How does autopen use by Biden compare to previous presidents' autopen use?

Checked on November 29, 2025
Disclaimer: Factually can make mistakes. Please verify important information or breaking news. Learn more.

Executive summary

Autopen use by Joe Biden became a political flashpoint in 2025 after House Republicans’ report and Trump’s public denunciations alleging widespread autopen signing of executive actions; the White House later acknowledged “the vast majority” of Biden’s executive actions were autopen-signed, while legal precedent and prior presidencies show autopens have long been used by presidents including Jefferson, Kennedy and Obama [1] [2] [3] [4]. Disagreement is sharp: Republican investigators and the Trump White House frame autopen use as evidence of improper delegation, while legal commentators and past Justice Department guidance treat autopen signatures as constitutionally permissible when authorized by the president [5] [6] [7].

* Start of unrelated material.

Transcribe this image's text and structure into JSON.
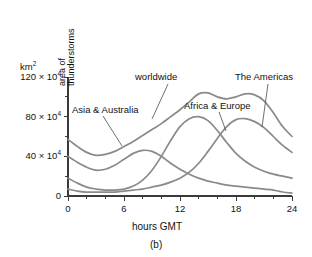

1. A device with a long presidential pedigree

Autopens and signature-duplicating devices date back centuries and have been used by multiple presidents; Thomas Jefferson used an early polygraph-style machine, Gerald Ford openly acknowledged using an autopen, John F. Kennedy and Barack Obama have used automated signature devices for substantive documents, and the Department of Justice in 2005 concluded the president need not personally affix a signature for a bill to become law when he has authorized a proxy such as an autopen [3] [8] [4] [6].

2. What’s new with Biden: scale and scrutiny

What transformed routine autopen usage into a controversy was the scale alleged by Republican investigators and the Oversight Project, and the White House statement that the “vast majority” of Biden’s executive actions were autopen-signed, which Republican leaders and President Trump seized on as proof of systemic delegation and concealed incapacity [2] [1] [5]. Critics highlight pardons and commutations signed via autopen as especially sensitive because clemency is an exclusive Article II power, producing heated congressional probes and public claims that many actions lacked contemporaneous, president-signed documentation [2] [7].

3. Legal context: constitution, precedent, and limits

Constitutional text and prior legal analyses draw distinctions. For legislation, Article I requires a president’s approval and signature but the Justice Department in 2005 advised that a president may direct a subordinate to affix his signature, including by autopen; for pardons, Article II vests the pardon power in the president and does not expressly require a handwritten signature, and multiple legal scholars told fact-checkers there is no clear constitutional rule forbidding autopen use for clemency [6] [7] [3].

4. Competing narratives and political utility

Republican reports and the Trump administration framed Biden’s autopen use as proof of cognitive decline and administrative usurpation, culminating in President Trump’s public pronouncements that he would “terminate” autopen-signed Biden documents and threaten perjury charges—claims amplified by sympathetic media and House committee releases [5] [9] [10]. Opposing voices, including legal experts and some news outlets, emphasize precedent, question the legal effect of autopen signatures on the validity of acts, and note past presidents’ use of the same tool, arguing the dispute is political more than juridical [6] [7] [4].

5. Information gaps and evidentiary limits

Available sources document assertions, investigations, and a White House memorandum alleging extensive autopen use, but they do not provide a comprehensive, independently verified inventory showing which specific executive orders, pardons, or other instruments were autopen-signed and whether the president personally authorized each instance in real time; nor do they include court rulings invalidating major actions solely because a signature was produced by autopen [1] [2] [6]. Where sources offer counts—such as the Oversight Project’s claims or Trump’s “92%” figure—those figures are disputed and not independently confirmed in the provided reporting [9] [10].

6. Historical comparison: practice vs. political reaction

Historically, presidents have used autopens for convenience or to meet deadlines while traveling; such uses were seldom politicized at the scale seen in 2025 [3] [8]. What distinguishes Biden’s case in coverage here is the combination of an aggressive congressional report, a White House assertion about the “vast majority” of autopen use, and a successor president publicly pledging to nullify autopen-signed acts—an escalation above routine administrative practice [1] [2] [9].

7. Bottom line for readers

Autopens are long-established in presidential practice and legally defensible in many contexts when used with the president’s authorization, but the Biden controversy centers on allegations of scale and lack of contemporaneous documentation that former oversight committees and the incoming administration argue undermined presidential accountability; current reporting records sharp partisan disagreement, substantive claims by Republican investigators, and legal analyses that caution against assuming invalidity based solely on mechanical signature replication [3] [2] [6]. Available sources do not mention any final court determination or consensus resolution of whether the specific autopen-signed actions at issue were legally invalid (not found in current reporting).

Want to dive deeper?
How many documents has President Biden signed using an autopen and for which types of documents?
What legal and constitutional debates surround autopen use for signing presidential directives?
How did previous presidents like Trump, Obama, and Reagan use autopens and how did their usage differ?
Are there formal White House policies or federal rules governing autopen signatures for presidents?
Have courts accepted autopen-signed documents as legally valid in presidential or executive contexts?